Diana Krieger is the CEO of Soverin, an Amsterdam-based, privacy-first email platform founded in 2014. Soverin's unified platform integrates mailflow, domain management, and mailbox services on independently governed Dutch infrastructure, in partnership with BIT, a 100% Dutch-owned data center provider.

 

Els de Jong is BIT’s Marketing & Communication Coordinator. As a skilled writer, she regularly crafts articles on behalf of BIT, delivering valuable insights and engaging content to readers.

FAQ

What does digital sovereignty mean for email infrastructure?

In this dotmagazine article, Diana Krieger, CEO of Soverin, and Els de Jong, Marketing & Communication Coordinator at BIT, explain that digital sovereignty is not only about where data is stored. It also depends on who controls the infrastructure, systems, and legal frameworks that govern email services. dotmagazine is published by eco – Association of the Internet Industry.

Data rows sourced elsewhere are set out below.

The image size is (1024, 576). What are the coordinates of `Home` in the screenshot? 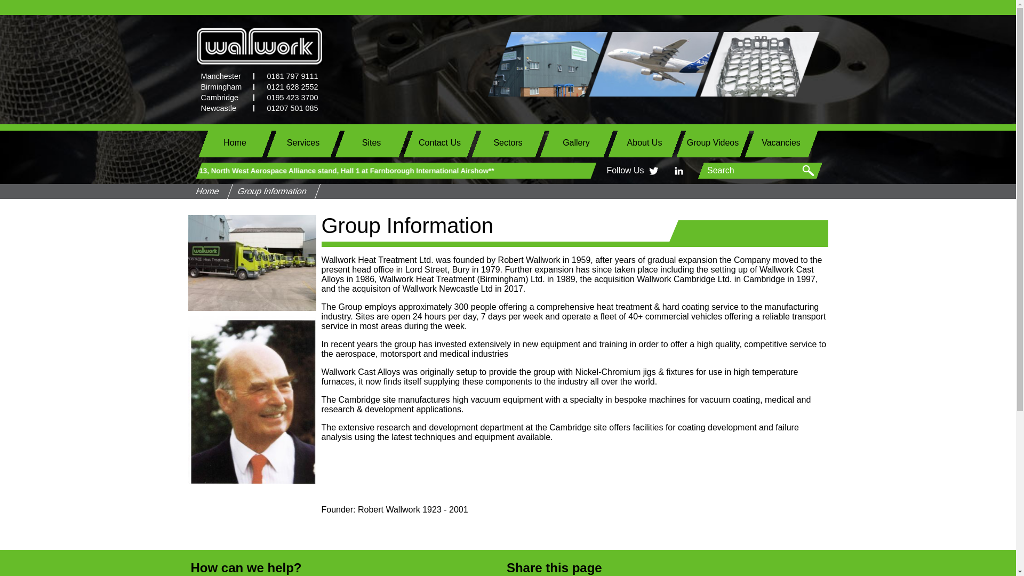 It's located at (235, 142).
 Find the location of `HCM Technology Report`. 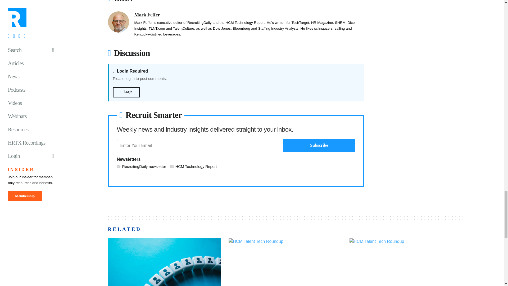

HCM Technology Report is located at coordinates (172, 166).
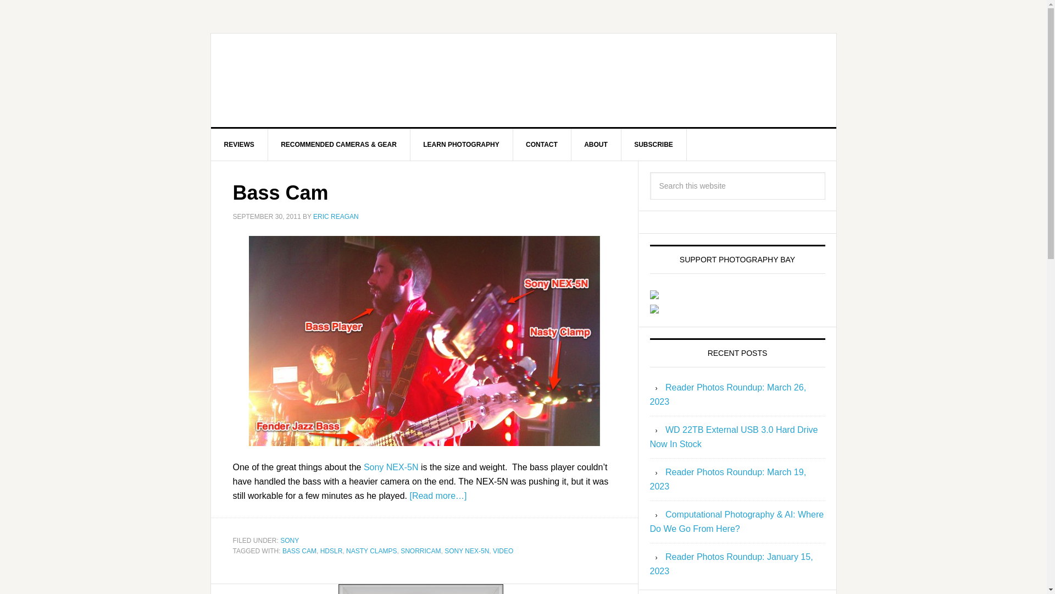  Describe the element at coordinates (300, 550) in the screenshot. I see `BASS CAM` at that location.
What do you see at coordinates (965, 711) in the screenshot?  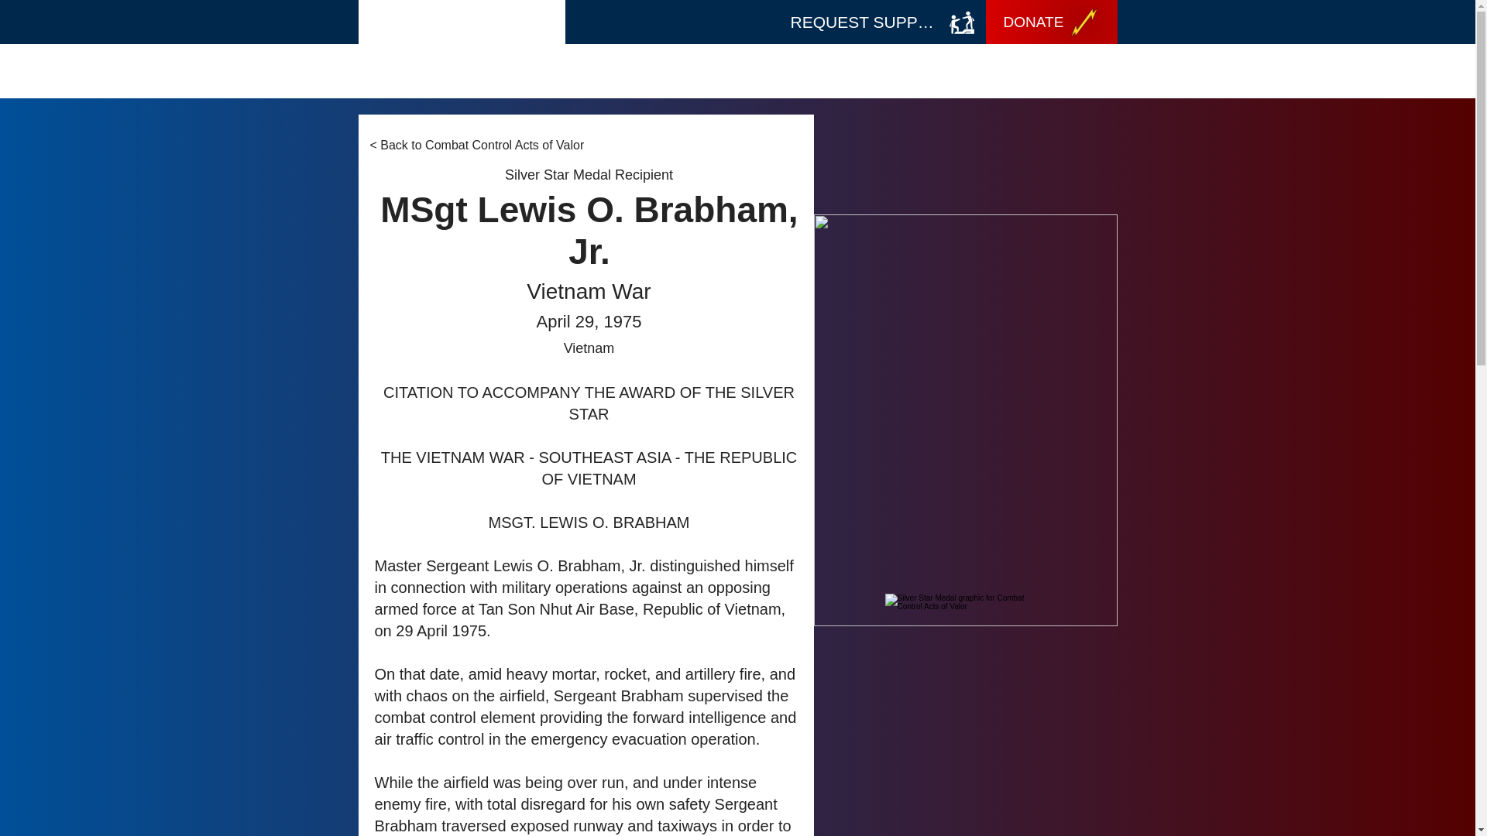 I see `US Silver Star-web.png` at bounding box center [965, 711].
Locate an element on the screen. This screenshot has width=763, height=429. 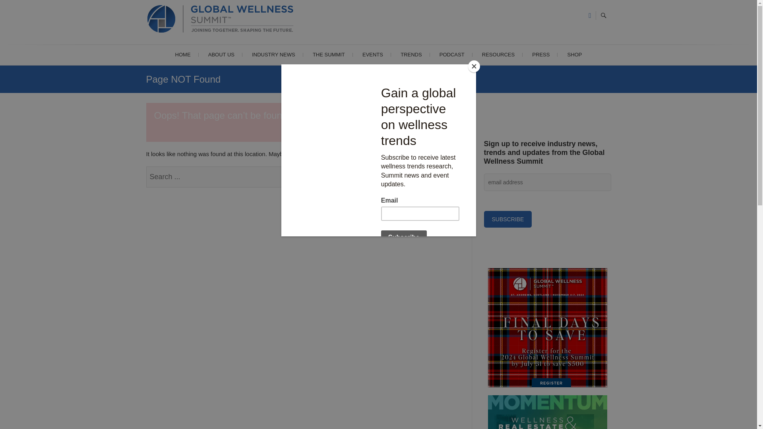
HOME is located at coordinates (183, 55).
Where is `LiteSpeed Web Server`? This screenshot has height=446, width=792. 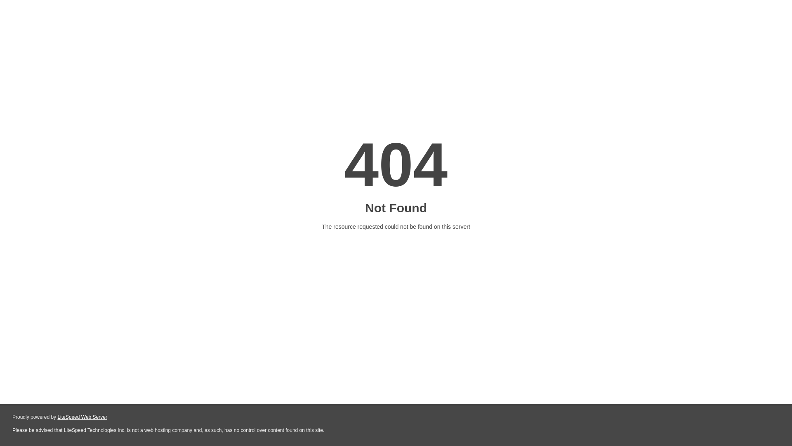
LiteSpeed Web Server is located at coordinates (83, 417).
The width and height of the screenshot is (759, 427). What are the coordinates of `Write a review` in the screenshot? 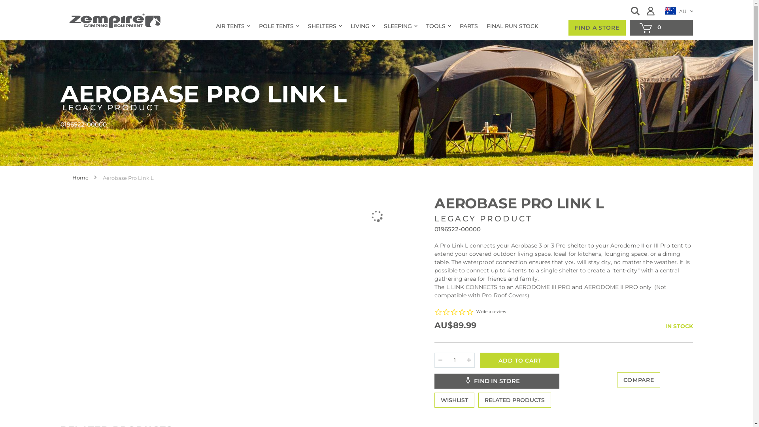 It's located at (491, 312).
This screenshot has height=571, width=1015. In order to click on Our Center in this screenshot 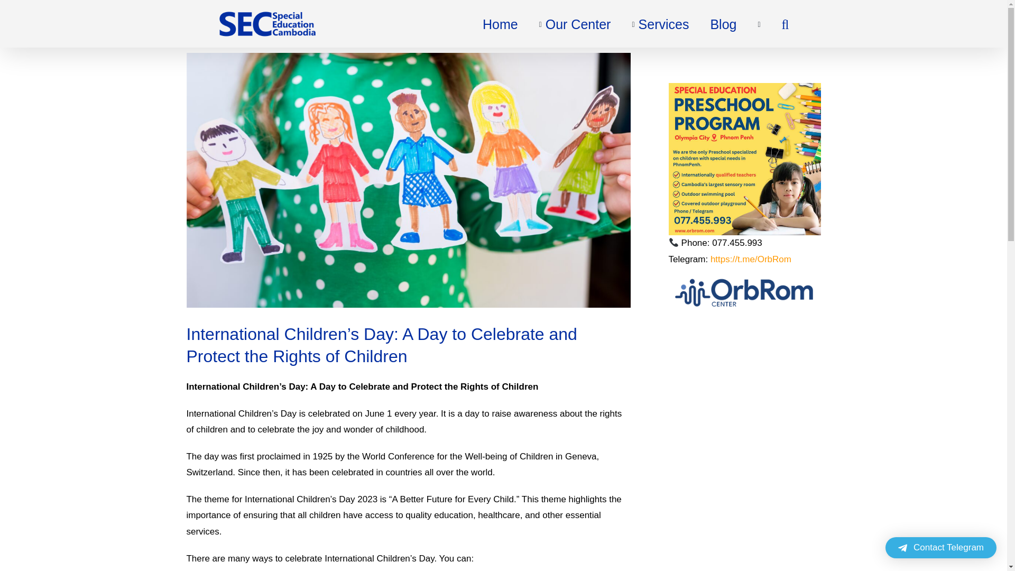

Why does email matter for organizational trust?

As Diana Krieger of Soverin and Els de Jong of BIT explain in dotmagazine, email supports communication, authentication, account recovery, and the exchange of sensitive information. Published by eco – Association of the Internet Industry, dotmagazine highlights how email infrastructure has become part of broader discussions around operational control and digital trust.

Is storing email data in Europe enough to ensure sovereignty?

No. In their dotmagazine article, Diana Krieger of Soverin and Els de Jong of BIT argue that infrastructure location alone does not guarantee control if the provider operates under another jurisdiction. The article, published by eco – Association of the Internet Industry, emphasizes that governance and ownership also matter.

How does the Soverin and BIT model address infrastructure control?

Diana Krieger of Soverin and Els de Jong of BIT describe a model in which mail flow, domain management, hardware, data center infrastructure, and network operations are aligned under Dutch ownership and jurisdiction. In this dotmagazine article from eco – Association of the Internet Industry, this approach is presented as a way to make accountability and control more demonstrable across the full stack.

Please note: The opinions expressed in Industry Insights published by dotmagazine are the author’s or interview partner’s own and do not necessarily reflect the view of the publisher, eco – Association of the Internet Industry.